Final Project Brief

Overview

The Final Project Brief is a document to describe the site that you will be creating for yourFinal Project. The overall goals are to describe what it is your doing both in text and with visual examples so that everyone is on the same page before you get into the full work of making the project.

Here is an empty example document in Google Doc format you’re free to use as starter: view blank example

Due Date

Monday, May 2

Submitting the Final Project Brief

LINK in MIRO: If you have an online version of the brief, you can put the link to your group’s brief in the Group Miro document (it’s under Deliverable Info).

PDF FILE: It is also good habit to create a PDF file of documents like this. It should be a single PDF file. Your group can submit the file by adding it to your group’s Miro where it should be embedded and viewable.

Final Project Brief Scoring Rubric

This rubric is almost exactly the same as the rubric for your Portfolio Brief. There are some adjustments to the point values and descriptions.

SCORING RUBRIC

Scored Areas% of Brief Score
Organization
Clear Sections for all content areas
– Project Name
– Description
– Target Audience
– Goals
– Look and Feel
– Research
– Site Map
– Wireframes
5%
Description
Describe what the project is.
5%
Target Audience
Describe the people who will visit the site (demographic information, interests, profession etc)
10%
Goals
Describe your goals: why are you making the site.
Describe the users’ (target audience) goals. What do they want to see? What information are they looking for?
10%
Look and Feel
Part 1: written description (9%)
Describe the visual design and how you want the site design to make people feel.
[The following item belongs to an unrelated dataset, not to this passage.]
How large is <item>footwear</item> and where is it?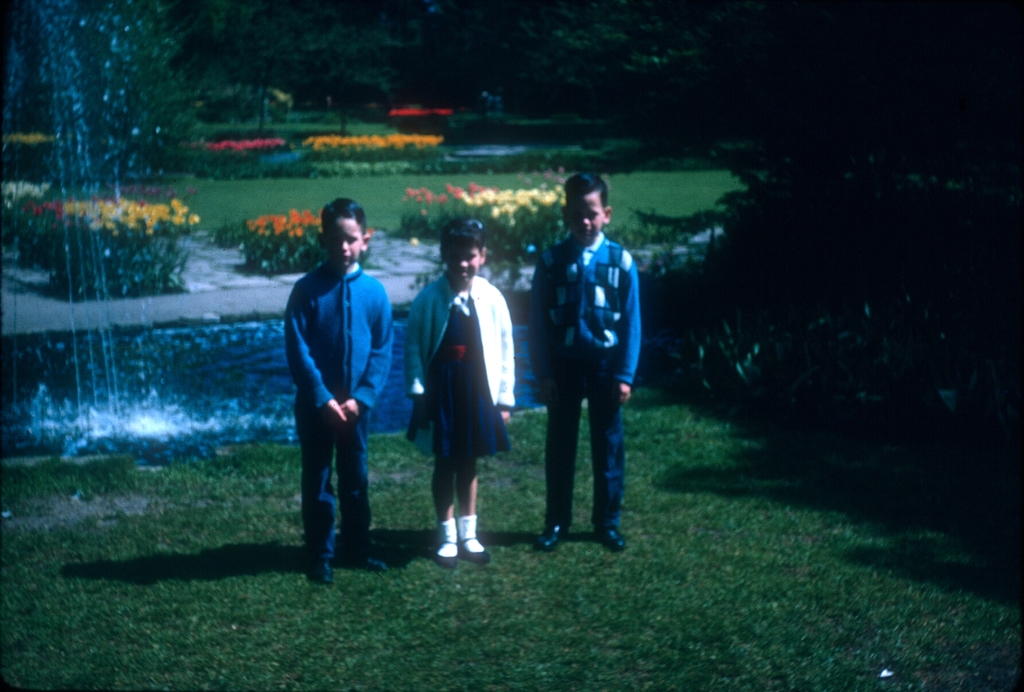
Bounding box: locate(453, 535, 490, 561).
If there are interactive elements, describe those as well.

Part 2: Style Tile (9%)
Create a Style Tile to visualize your design ideas and include an image of it. This is designed to show some of the visual design directions that you have for your web site.

Samantha Warren created this idea and has this site that has an explanation of it with examples: http://styletil.es/

You can download a PSD template to create one in Photoshop from this site. You can also create a style tile in Figma (example template) or HTML/CSS. I have an example in CodePen. You can fork that, make it your own and then screenshot it to include in your Project Brief.
18%
Research
For this project there are two types of research:

1) CONTENT RESEARCH (6%)
For this part, discuss the Wikipedia pages you are considering using with links to the pages.

2) VISUAL/INTERACTIVE DESIGN (6%)
Provide two to three sites that provide inspiration. For each site:
– name of the site
– link to the site (can make the name the link or show url separately)2
– reason the site was chosen
– optional screenshot
12%
Site Map
A site map that has a rectangle for each page of the site. The lines connecting the pages show how navigation works. You can use an org chart diagram in Word/Google Docs to draw this.
NOTE: The site map should be on a separate page of the brief with no other diagrams on the page.
10%
Wireframes
Each type of page in your site map should have a wireframe for it. You can produce a lo-fi wireframe. You do not need to have hi-fi (although this can be helpful).

Each type of page should have three versions (large/medium/small also written as desktop/tablet/mobile).

Note there should be no more than one set of wireframes per page on the brief.
30%

Blank Example

Click here to copy this document.

Visualization Examples

You will create two visualizations for your brief.

Examples on this Miro Site Visualizations Board

  1. Style Tile
  2. Site map
  3. Wireframe (low or high fidelity, mockups also accepted)

Style Tile

View this post on Style Tiles for more information.

screenshot of a style tile

Sitemap

Blog posts

Example of representing a group of pages with overlapping rectangles

Wireframes

You can use lo-fi or hi-fi wireframes. Remember to have only one set (small/medium/large) per page. You need wireframe sets for each page layout.

For example if you have a home page, an about page and then 10 article pages that each share the same basic layout, you can have three sets of wireframes (1.home, 2.about, 3.articles).

Lo-fi wireframe

These generally block out content areas of the page without showing the actual individual content items (title, text, list, image etc.) in detail.

Hi-fi wireframe

These wireframes do show individual content items, but DO NOT show typography or color and other visual design elements.

In group projects, it can be helpful to use this level of wireframe so everyone is on the same page. If you don’t have this detail by time it’s due, you can add it later.